Many of the companies doing the ghosting are the same ones that put "people-first culture" on their careers page. You do not need to be one of them. Writing a good rejection email takes five minutes. It costs nothing. And the data says it will directly benefit your company in ways that go far beyond basic decency.
Why Rejection Emails Matter More Than You Think
If you are hiring for a role, you probably have 50 to 200 applicants. You are going to hire one person. That means your rejected candidates outnumber your hires roughly 50:1. Every single one is forming an opinion about your company based on how you handle that rejection.
72% of candidates who have a bad experience share it online or with their network (CareerArc 2025). That is not a vague threat. That is the majority of your rejected candidates actively broadcasting their experience to potential applicants, customers, and partners.
Glassdoor reviews mentioning ghosting are 4.7x more negative than average reviews (Glassdoor 2025). These are scorched-earth reviews that sit on your company page for years, visible to every future candidate who does five seconds of research.

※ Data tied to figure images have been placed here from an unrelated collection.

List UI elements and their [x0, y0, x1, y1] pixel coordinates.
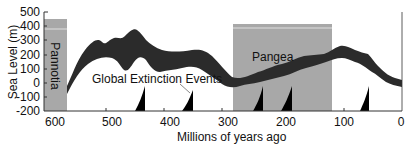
y-axis-title: Sea Level (m): [6, 17, 20, 107]
pannotia-label: Pannotia: [48, 26, 62, 106]
x-axis-title: Millions of years ago: [177, 130, 286, 144]
x-tick-label: 300: [218, 115, 238, 129]
y-tick-label: 0: [33, 77, 40, 89]
y-tick-label: 200: [20, 49, 40, 61]
x-tick-label: 0: [398, 115, 405, 129]
x-tick-label: 400: [160, 115, 180, 129]
y-tick-label: 100: [20, 63, 40, 75]
x-tick-label: 100: [334, 115, 354, 129]
x-tick-label: 600: [45, 115, 65, 129]
extinction-events-label: Global Extinction Events: [92, 72, 222, 86]
y-tick-label: 400: [20, 20, 40, 32]
y-tick-label: 300: [20, 34, 40, 46]
pangea-label: Pangea: [252, 50, 293, 64]
x-tick-label: 500: [102, 115, 122, 129]
y-tick-label: 500: [20, 6, 40, 18]
x-tick-label: 200: [276, 115, 296, 129]
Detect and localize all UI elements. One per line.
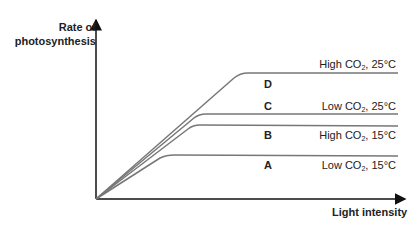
curve-d-label: High CO2, 25°C — [319, 58, 396, 70]
curve-d-letter: D — [264, 78, 272, 90]
curve-a-label: Low CO2, 15°C — [322, 159, 396, 171]
curve-a-letter: A — [264, 159, 272, 171]
x-axis-label: Light intensity — [332, 206, 407, 218]
curve-c-letter: C — [264, 100, 272, 112]
y-axis-label: Rate of photosynthesis — [15, 20, 96, 48]
curve-b-label: High CO2, 15°C — [319, 129, 396, 141]
curve-c-label: Low CO2, 25°C — [322, 100, 396, 112]
curve-b-letter: B — [264, 129, 272, 141]
y-label-line1: Rate of — [15, 20, 96, 34]
y-label-line2: photosynthesis — [15, 34, 96, 48]
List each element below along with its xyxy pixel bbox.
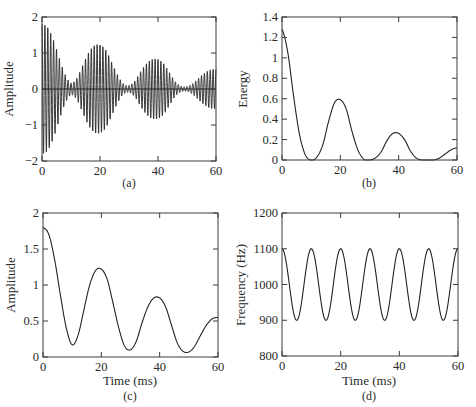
x-tick-label: 40 [392, 163, 405, 177]
y-tick-label: 0 [32, 82, 38, 96]
x-tick-label: 60 [451, 163, 464, 177]
y-tick-label: 1.4 [262, 10, 278, 24]
y-tick-label: −2 [25, 154, 38, 168]
plot-area-c: 020406000.511.52 [23, 206, 224, 374]
y-tick-label: −1 [25, 118, 38, 132]
y-tick-label: 2 [32, 10, 38, 24]
y-tick-label: 0.2 [262, 133, 278, 147]
y-tick-label: 800 [259, 349, 278, 363]
y-tick-label: 1.5 [23, 242, 39, 256]
x-tick-label: 0 [279, 163, 285, 177]
x-tick-label: 0 [39, 164, 45, 178]
axes-frame-b [282, 17, 457, 160]
y-axis-label-a: Amplitude [1, 61, 16, 117]
y-tick-label: 0.6 [262, 92, 278, 106]
plot-area-b: 020406000.20.40.60.811.21.4 [262, 10, 463, 177]
x-tick-label: 20 [334, 359, 347, 373]
x-tick-label: 0 [279, 359, 285, 373]
x-tick-label: 60 [212, 360, 225, 374]
data-line-b [282, 29, 457, 160]
x-tick-label: 20 [334, 163, 347, 177]
y-axis-label-c: Amplitude [3, 257, 18, 313]
plot-area-d: 0204060800900100011001200 [253, 206, 464, 373]
y-tick-label: 0.4 [262, 112, 278, 126]
y-tick-label: 2 [33, 206, 39, 220]
panel-a-amplitude-waveform: 0204060−2−1012 Amplitude (a) [1, 10, 222, 190]
y-tick-label: 0.5 [23, 314, 39, 328]
x-tick-label: 40 [153, 360, 166, 374]
y-tick-label: 1000 [253, 278, 278, 292]
caption-b: (b) [362, 176, 376, 190]
y-tick-label: 1 [272, 51, 278, 65]
data-line-c [43, 227, 218, 352]
panel-d-frequency: 0204060800900100011001200 Frequency (Hz)… [233, 206, 464, 403]
y-tick-label: 0 [272, 153, 278, 167]
y-tick-label: 1.2 [262, 30, 278, 44]
y-tick-label: 1 [32, 46, 38, 60]
y-tick-label: 900 [259, 313, 278, 327]
y-tick-label: 0 [33, 350, 39, 364]
x-tick-label: 40 [152, 164, 165, 178]
x-tick-label: 20 [95, 360, 108, 374]
caption-c: (c) [123, 389, 136, 403]
x-tick-label: 40 [393, 359, 406, 373]
y-axis-label-b: Energy [235, 70, 250, 108]
y-tick-label: 0.8 [262, 71, 278, 85]
figure: 0204060−2−1012 Amplitude (a) 020406000.2… [0, 0, 476, 407]
x-axis-label-d: Time (ms) [342, 373, 396, 388]
y-tick-label: 1 [33, 278, 39, 292]
y-tick-label: 1100 [253, 242, 278, 256]
y-axis-label-d: Frequency (Hz) [233, 244, 248, 326]
caption-d: (d) [362, 389, 376, 403]
plot-area-a: 0204060−2−1012 [25, 10, 223, 178]
axes-frame-d [282, 213, 458, 356]
panel-c-amplitude-envelope: 020406000.511.52 Amplitude Time (ms) (c) [3, 206, 224, 403]
data-line-d [282, 249, 458, 321]
x-tick-label: 60 [452, 359, 465, 373]
x-tick-label: 0 [40, 360, 46, 374]
x-tick-label: 20 [94, 164, 107, 178]
y-tick-label: 1200 [253, 206, 278, 220]
caption-a: (a) [122, 176, 135, 190]
x-axis-label-c: Time (ms) [103, 373, 157, 388]
axes-frame-c [43, 213, 218, 357]
x-tick-label: 60 [210, 164, 223, 178]
panel-b-energy: 020406000.20.40.60.811.21.4 Energy (b) [235, 10, 463, 190]
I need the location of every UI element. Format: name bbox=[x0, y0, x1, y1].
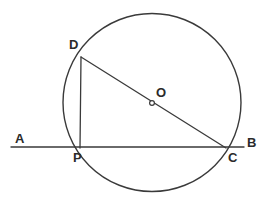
point-label-c: C bbox=[228, 151, 237, 164]
point-label-a: A bbox=[15, 132, 24, 145]
geometry-canvas bbox=[0, 0, 267, 201]
point-label-o: O bbox=[156, 86, 166, 99]
point-label-b: B bbox=[247, 136, 256, 149]
center-point-o bbox=[150, 101, 155, 106]
segment-dp bbox=[80, 57, 81, 148]
geometry-diagram: A B C D O P bbox=[0, 0, 267, 201]
point-label-p: P bbox=[73, 151, 82, 164]
point-label-d: D bbox=[69, 38, 78, 51]
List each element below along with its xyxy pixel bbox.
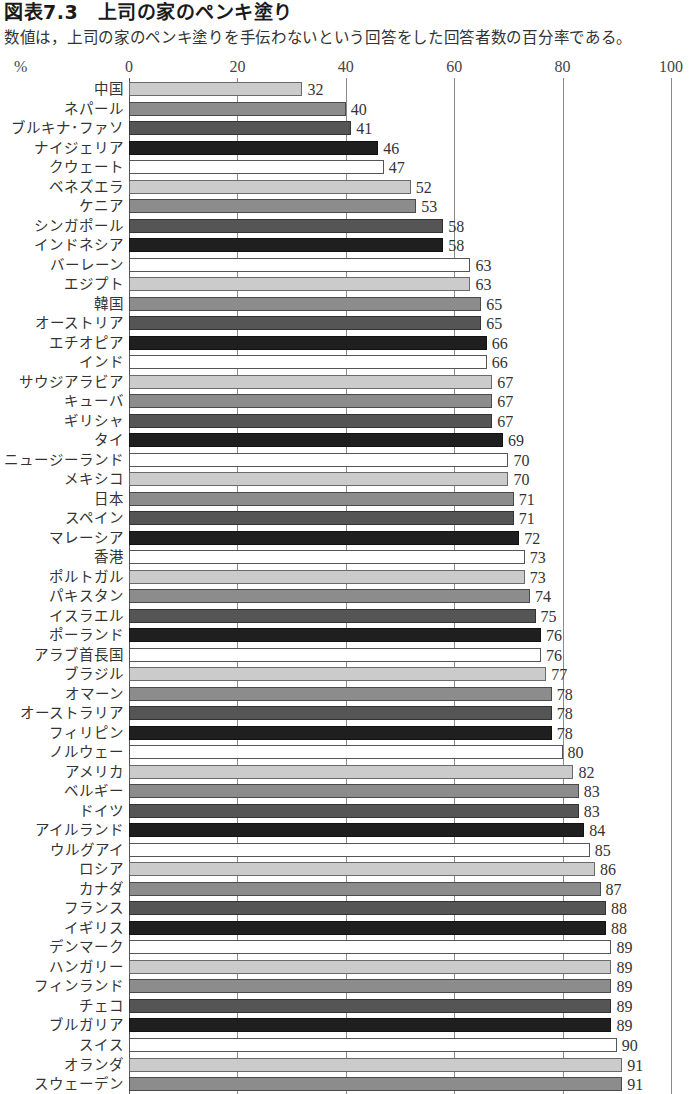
bar — [129, 316, 481, 330]
bar — [129, 531, 519, 545]
bar — [129, 277, 470, 291]
value-label: 63 — [475, 256, 491, 276]
value-label: 78 — [557, 724, 573, 744]
bar — [129, 999, 611, 1013]
category-label: ハンガリー — [49, 957, 124, 977]
value-label: 65 — [486, 295, 502, 315]
bar — [129, 921, 606, 935]
category-label: スウェーデン — [34, 1074, 124, 1094]
x-tick-label: 100 — [659, 58, 683, 76]
bar — [129, 375, 492, 389]
category-label: 中国 — [94, 79, 124, 99]
chart-title: 図表7.3 上司の家のペンキ塗り — [4, 0, 293, 24]
value-label: 53 — [421, 197, 437, 217]
bar — [129, 589, 530, 603]
bar — [129, 960, 611, 974]
value-label: 91 — [627, 1075, 643, 1094]
bar — [129, 726, 552, 740]
category-label: スペイン — [65, 508, 124, 528]
value-label: 72 — [524, 529, 540, 549]
bar — [129, 745, 563, 759]
category-label: メキシコ — [64, 469, 124, 489]
axis-unit-label: % — [14, 58, 27, 76]
value-label: 78 — [557, 704, 573, 724]
category-label: イギリス — [64, 918, 124, 938]
category-label: デンマーク — [49, 937, 124, 957]
bar — [129, 648, 541, 662]
value-label: 58 — [448, 236, 464, 256]
category-label: インドネシア — [34, 235, 124, 255]
category-label: サウジアラビア — [19, 372, 124, 392]
bar — [129, 1018, 611, 1032]
category-label: オマーン — [65, 684, 124, 704]
category-label: 香港 — [94, 547, 124, 567]
bar — [129, 550, 525, 564]
bar — [129, 940, 611, 954]
bar — [129, 238, 443, 252]
category-label: フィンランド — [34, 976, 124, 996]
bar — [129, 1038, 617, 1052]
value-label: 41 — [356, 119, 372, 139]
value-label: 84 — [589, 821, 605, 841]
bar — [129, 843, 590, 857]
bar — [129, 160, 384, 174]
category-label: ケニア — [79, 196, 124, 216]
bar — [129, 258, 470, 272]
value-label: 77 — [551, 665, 567, 685]
category-label: ニュージーランド — [4, 450, 124, 470]
value-label: 89 — [616, 1016, 632, 1036]
category-label: ナイジェリア — [34, 138, 124, 158]
category-label: オーストリア — [35, 313, 124, 333]
bar — [129, 804, 579, 818]
bar — [129, 394, 492, 408]
bar — [129, 219, 443, 233]
value-label: 80 — [568, 743, 584, 763]
x-tick-label: 80 — [555, 58, 571, 76]
bar — [129, 336, 487, 350]
value-label: 85 — [595, 841, 611, 861]
category-label: アメリカ — [65, 762, 124, 782]
category-label: ノルウェー — [49, 742, 124, 762]
value-label: 83 — [584, 782, 600, 802]
value-label: 78 — [557, 685, 573, 705]
bar — [129, 706, 552, 720]
bar — [129, 492, 514, 506]
bar — [129, 570, 525, 584]
value-label: 71 — [519, 490, 535, 510]
category-label: アラブ首長国 — [34, 645, 124, 665]
category-label: インド — [79, 352, 124, 372]
bar — [129, 1058, 622, 1072]
value-label: 67 — [497, 373, 513, 393]
category-label: ベネズエラ — [49, 177, 124, 197]
bar — [129, 882, 601, 896]
value-label: 88 — [611, 899, 627, 919]
category-label: カナダ — [79, 879, 124, 899]
value-label: 67 — [497, 392, 513, 412]
bar — [129, 141, 378, 155]
value-label: 76 — [546, 626, 562, 646]
value-label: 46 — [383, 139, 399, 159]
category-label: ドイツ — [79, 801, 124, 821]
bar — [129, 121, 351, 135]
category-label: ネパール — [64, 99, 124, 119]
bar — [129, 297, 481, 311]
x-tick-label: 20 — [229, 58, 245, 76]
value-label: 87 — [606, 880, 622, 900]
bar — [129, 1077, 622, 1091]
bar — [129, 102, 346, 116]
category-label: ポルトガル — [49, 567, 124, 587]
bar — [129, 784, 579, 798]
value-label: 76 — [546, 646, 562, 666]
value-label: 74 — [535, 587, 551, 607]
category-label: チェコ — [79, 996, 124, 1016]
value-label: 91 — [627, 1056, 643, 1076]
bar — [129, 199, 416, 213]
category-label: オランダ — [64, 1055, 124, 1075]
category-label: クウェート — [49, 157, 124, 177]
value-label: 66 — [492, 353, 508, 373]
bar — [129, 765, 573, 779]
bar — [129, 609, 536, 623]
category-label: ベルギー — [64, 781, 124, 801]
value-label: 63 — [475, 275, 491, 295]
category-label: 日本 — [94, 489, 124, 509]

80% of candidates say the hiring process reflects how a company treats employees (JobScore 2026). Fair or not, that is the mental model. When you ghost someone, the assumption is brutal.
The startup world is small. The person you ghosted after a final-round interview might be your next customer. Your next investor's portfolio hire. The engineer your cofounder's friend recommends for the next role. The journalist covering your industry.
The average candidate applies to 10-15 companies simultaneously (Indeed 2025). Your rejection process is being directly compared against everyone else's in real time. When three companies send a thoughtful rejection and you send nothing, you are not just "one of many." You are the one they remember negatively.
A five-minute email is the difference between "They were great, it just was not the right fit" and "Do not bother applying there — they do not even respond."
If you are still building out your minimum viable hiring process, rejection emails should be in the first draft. Not the last.
The Real Cost of Ghosting Candidates
The Virgin Media/ICM study — validated by Talent Board's 2025 research — found that negative candidate experience costs the average large company $5M+ per year in lost customers and referrals. You might think startups are immune. They are not. When your addressable market is smaller and your brand is less established, every negative impression carries disproportionate weight.
Candidates who receive a respectful rejection are 50% more likely to refer others to the company (Talent Board 2025 CandE Report). A well-handled rejection turns someone you did not hire into a free recruiting channel. Ghost someone and that channel disappears forever.
69% of candidates who receive a respectful rejection would reapply to the company (Talent Board 2025 CandE Report). That is your future talent pipeline. The candidate who lacked the specific experience you needed in Q1 might develop exactly that experience by Q3 — but only if you did not burn the bridge.
53% of job seekers have been ghosted by a potential employer at some point (iHire 2025). That means more than half the working population has a personal ghost story. When they see your product, your ad, your pitch deck, some percentage are thinking, "That is the company that never got back to me." You will never know how many deals, sign-ups, or partnerships you lose this way. That is what makes it so dangerous — the cost is invisible until it compounds into a pattern.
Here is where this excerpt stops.